In June and July, I presented at the Academy for Expanded Perspectives on Learning national conference in Estes Park CO.
https://www.sworps.tennessee.edu/aepl/index.html
I am including this website and encourage those of you who are educators, nurses, managers and just plain interested in the leading edges in education to go to this site. Certainly, we are pushing the limits of traditional education to transform what we do in the classroom and the clinical setting as well.
This is the body of the presentation using qigong, mindfulness and mandala drawing for teachers and clinicians. I will be producing an article for their journal in the next month and I will place links in this blog. This work is designed to support the newest in pedagogy and is intended to impact abusive behavior both by faculty, staff and students. The knowledge is critical because it is based on the research and practice we have developed over the last 20 plus years and it actually works to diminish the incidence of abuse and to provide administrations with the needed support to intervene and remove abusers within their individual settings.
If you are interested in bringing this workshop to your School of Nursing, academic program or clinical setting just contact me through this center blog and I will respond as soon as I am able.
Title: Inter-professional Mindfulness Education Techniques Utilized in A Nursing Education Program for Self-awareness and Transformation.
Forty two years ago there was a film produced by Franciscan Media called “Awareness.” This film presented a view of the origins of Buddhism, the life of Shakyamuni Buddha and the purpose of awareness as an integral approach to development of the spiritual experience and life. At that time I was 23 years old, watching that film, a doorway opened changing my life. Eventually, I became Buddhist in my personal quest, became a psychotherapist treating depression and abuse in patients, retreat director and educator. In this evolutionary process, developing skills for awareness and meditation predated the movement for mindfulness in education and healthcare we have experienced in the 90’s onward.
About twelve years ago I became a nurse practitioner and experienced first hand what is an oft quoted statement about nurses: “Nurses eat their young.” This assessment has been so documented in the education and practice of nurses that it has become the measure which must be changed if nursing as a profession is to transform itself, retain nurses who continue to practice (one third of all nurses leave the profession within three years) and create an atmosphere and pedagogy which creates a new, more viable identity for the nursing profession. Much of the education of nurses parallels the education of teachers; one of identity formation and transformation from novice into proficient professional. In identity formation the negative becomes as much a part of the process as the positive. Changing the culture of nursing from self-devouring into mutually supportive and collaborative requires self-examination and growth based on this self-consideration.
The purpose of this discovery presentation/ workshop was to share ideas and provide an experiential opportunity for developing mindfulness in the classroom utilizing, qigong, breathing exercises, meditation, journaling , art therapy techniques and critical thinking techniques and dialogic interactions. These methods have been utilized in psychotherapy and translations of them into the classroom to train therapists have been utilized. The effort to bring self-awareness to the student nurse through these same mechanisms is novel, just beginning to find a foothold in some nursing programs largely through journaling exercises but there are an array of techniques for classroom and patient use.
Participants had the opportunity to experience the discovery process utilizing some of these techniques and discuss their usefulness in the learning environment.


# Your instructions
Copy out all of the data that follows, exactly as it appears.

(Excerpted records Opens)

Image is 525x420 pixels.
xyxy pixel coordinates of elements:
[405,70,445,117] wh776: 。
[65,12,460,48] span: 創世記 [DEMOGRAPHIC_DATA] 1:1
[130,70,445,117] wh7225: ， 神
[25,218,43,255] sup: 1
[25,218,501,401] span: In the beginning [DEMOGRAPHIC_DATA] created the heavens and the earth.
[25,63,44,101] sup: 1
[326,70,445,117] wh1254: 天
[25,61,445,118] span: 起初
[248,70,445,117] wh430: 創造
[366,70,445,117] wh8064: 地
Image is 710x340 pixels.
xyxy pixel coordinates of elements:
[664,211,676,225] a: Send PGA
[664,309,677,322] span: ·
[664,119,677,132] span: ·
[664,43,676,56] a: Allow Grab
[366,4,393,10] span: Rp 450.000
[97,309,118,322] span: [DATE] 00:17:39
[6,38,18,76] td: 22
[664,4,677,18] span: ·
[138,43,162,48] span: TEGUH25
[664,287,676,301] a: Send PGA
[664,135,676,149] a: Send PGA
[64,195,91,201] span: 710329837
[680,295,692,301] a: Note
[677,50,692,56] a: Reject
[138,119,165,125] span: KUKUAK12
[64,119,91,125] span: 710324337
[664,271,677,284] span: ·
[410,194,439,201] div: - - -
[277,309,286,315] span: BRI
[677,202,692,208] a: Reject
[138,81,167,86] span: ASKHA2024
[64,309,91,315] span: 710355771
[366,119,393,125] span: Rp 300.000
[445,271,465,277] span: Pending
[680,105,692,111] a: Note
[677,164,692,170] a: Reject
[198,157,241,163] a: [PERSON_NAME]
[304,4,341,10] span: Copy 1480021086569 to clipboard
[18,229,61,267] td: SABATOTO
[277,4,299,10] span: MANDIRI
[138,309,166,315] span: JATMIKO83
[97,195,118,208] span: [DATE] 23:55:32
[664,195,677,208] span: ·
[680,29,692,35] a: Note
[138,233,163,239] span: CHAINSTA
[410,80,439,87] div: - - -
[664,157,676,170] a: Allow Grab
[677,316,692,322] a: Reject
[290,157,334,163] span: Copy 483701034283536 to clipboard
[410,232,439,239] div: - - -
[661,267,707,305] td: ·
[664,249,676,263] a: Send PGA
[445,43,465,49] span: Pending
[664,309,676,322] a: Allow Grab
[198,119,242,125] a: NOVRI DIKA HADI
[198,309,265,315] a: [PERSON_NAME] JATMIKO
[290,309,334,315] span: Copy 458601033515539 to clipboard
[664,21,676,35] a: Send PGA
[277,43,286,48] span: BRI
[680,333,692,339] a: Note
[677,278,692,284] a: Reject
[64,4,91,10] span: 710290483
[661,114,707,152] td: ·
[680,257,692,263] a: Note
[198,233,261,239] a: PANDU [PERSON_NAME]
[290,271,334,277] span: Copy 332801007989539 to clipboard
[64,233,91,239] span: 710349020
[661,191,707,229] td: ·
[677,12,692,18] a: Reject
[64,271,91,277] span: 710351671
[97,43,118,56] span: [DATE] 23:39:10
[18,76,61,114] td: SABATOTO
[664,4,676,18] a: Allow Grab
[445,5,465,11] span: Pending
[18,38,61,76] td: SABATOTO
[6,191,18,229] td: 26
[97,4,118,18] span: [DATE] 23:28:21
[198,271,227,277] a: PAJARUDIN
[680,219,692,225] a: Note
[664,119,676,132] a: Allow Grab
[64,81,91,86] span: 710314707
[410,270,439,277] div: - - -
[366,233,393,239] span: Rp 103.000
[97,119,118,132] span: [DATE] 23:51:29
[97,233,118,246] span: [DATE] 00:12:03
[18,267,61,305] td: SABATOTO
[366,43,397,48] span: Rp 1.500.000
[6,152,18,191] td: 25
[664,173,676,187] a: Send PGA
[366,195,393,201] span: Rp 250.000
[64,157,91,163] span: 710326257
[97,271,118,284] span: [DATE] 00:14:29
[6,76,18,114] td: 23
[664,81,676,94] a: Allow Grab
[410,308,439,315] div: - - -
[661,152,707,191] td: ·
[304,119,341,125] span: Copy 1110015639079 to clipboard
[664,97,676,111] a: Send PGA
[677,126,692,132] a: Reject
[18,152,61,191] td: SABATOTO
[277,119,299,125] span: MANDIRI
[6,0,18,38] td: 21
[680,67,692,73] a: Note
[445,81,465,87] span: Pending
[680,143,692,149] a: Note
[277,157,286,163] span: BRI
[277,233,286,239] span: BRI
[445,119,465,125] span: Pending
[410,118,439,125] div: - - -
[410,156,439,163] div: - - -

(Excerpted records Closes)

# Answer area
Image is 525x420 pixels.
xyxy pixel coordinates of elements:
[405,70,445,117] wh776: 。
[65,12,460,48] span: 創世記 [DEMOGRAPHIC_DATA] 1:1
[130,70,445,117] wh7225: ， 神
[25,218,43,255] sup: 1
[25,218,501,401] span: In the beginning [DEMOGRAPHIC_DATA] created the heavens and the earth.
[25,63,44,101] sup: 1
[326,70,445,117] wh1254: 天
[25,61,445,118] span: 起初
[248,70,445,117] wh430: 創造
[366,70,445,117] wh8064: 地
Image is 710x340 pixels.
xyxy pixel coordinates of elements:
[664,211,676,225] a: Send PGA
[664,309,677,322] span: ·
[664,119,677,132] span: ·
[664,43,676,56] a: Allow Grab
[366,4,393,10] span: Rp 450.000
[97,309,118,322] span: [DATE] 00:17:39
[6,38,18,76] td: 22
[664,4,677,18] span: ·
[138,43,162,48] span: TEGUH25
[664,287,676,301] a: Send PGA
[664,135,676,149] a: Send PGA
[64,195,91,201] span: 710329837
[680,295,692,301] a: Note
[677,50,692,56] a: Reject
[138,119,165,125] span: KUKUAK12
[64,119,91,125] span: 710324337
[664,271,677,284] span: ·
[410,194,439,201] div: - - -
[277,309,286,315] span: BRI
[677,202,692,208] a: Reject
[138,81,167,86] span: ASKHA2024
[64,309,91,315] span: 710355771
[366,119,393,125] span: Rp 300.000
[445,271,465,277] span: Pending
[680,105,692,111] a: Note
[677,164,692,170] a: Reject
[198,157,241,163] a: [PERSON_NAME]
[304,4,341,10] span: Copy 1480021086569 to clipboard
[18,229,61,267] td: SABATOTO
[277,4,299,10] span: MANDIRI
[138,309,166,315] span: JATMIKO83
[97,195,118,208] span: [DATE] 23:55:32
[664,195,677,208] span: ·
[680,29,692,35] a: Note
[138,233,163,239] span: CHAINSTA
[410,80,439,87] div: - - -
[664,157,676,170] a: Allow Grab
[677,316,692,322] a: Reject
[290,157,334,163] span: Copy 483701034283536 to clipboard
[410,232,439,239] div: - - -
[661,267,707,305] td: ·
[664,249,676,263] a: Send PGA
[445,43,465,49] span: Pending
[664,309,676,322] a: Allow Grab
[198,119,242,125] a: NOVRI DIKA HADI
[198,309,265,315] a: [PERSON_NAME] JATMIKO
[290,309,334,315] span: Copy 458601033515539 to clipboard
[664,21,676,35] a: Send PGA
[277,43,286,48] span: BRI
[680,333,692,339] a: Note
[677,278,692,284] a: Reject
[64,4,91,10] span: 710290483
[661,114,707,152] td: ·
[680,257,692,263] a: Note
[198,233,261,239] a: PANDU [PERSON_NAME]
[290,271,334,277] span: Copy 332801007989539 to clipboard
[64,233,91,239] span: 710349020
[661,191,707,229] td: ·
[677,12,692,18] a: Reject
[64,271,91,277] span: 710351671
[97,43,118,56] span: [DATE] 23:39:10
[18,76,61,114] td: SABATOTO
[664,4,676,18] a: Allow Grab
[445,5,465,11] span: Pending
[18,38,61,76] td: SABATOTO
[6,191,18,229] td: 26
[97,4,118,18] span: [DATE] 23:28:21
[198,271,227,277] a: PAJARUDIN
[680,219,692,225] a: Note
[664,119,676,132] a: Allow Grab
[64,81,91,86] span: 710314707
[410,270,439,277] div: - - -
[366,233,393,239] span: Rp 103.000
[97,119,118,132] span: [DATE] 23:51:29
[97,233,118,246] span: [DATE] 00:12:03
[18,267,61,305] td: SABATOTO
[366,43,397,48] span: Rp 1.500.000
[6,152,18,191] td: 25
[664,173,676,187] a: Send PGA
[366,195,393,201] span: Rp 250.000
[64,157,91,163] span: 710326257
[97,271,118,284] span: [DATE] 00:14:29
[6,76,18,114] td: 23
[664,81,676,94] a: Allow Grab
[410,308,439,315] div: - - -
[661,152,707,191] td: ·
[304,119,341,125] span: Copy 1110015639079 to clipboard
[664,97,676,111] a: Send PGA
[677,126,692,132] a: Reject
[18,152,61,191] td: SABATOTO
[277,119,299,125] span: MANDIRI
[6,0,18,38] td: 21
[680,67,692,73] a: Note
[445,81,465,87] span: Pending
[680,143,692,149] a: Note
[277,157,286,163] span: BRI
[277,233,286,239] span: BRI
[445,119,465,125] span: Pending
[410,118,439,125] div: - - -
[410,156,439,163] div: - - -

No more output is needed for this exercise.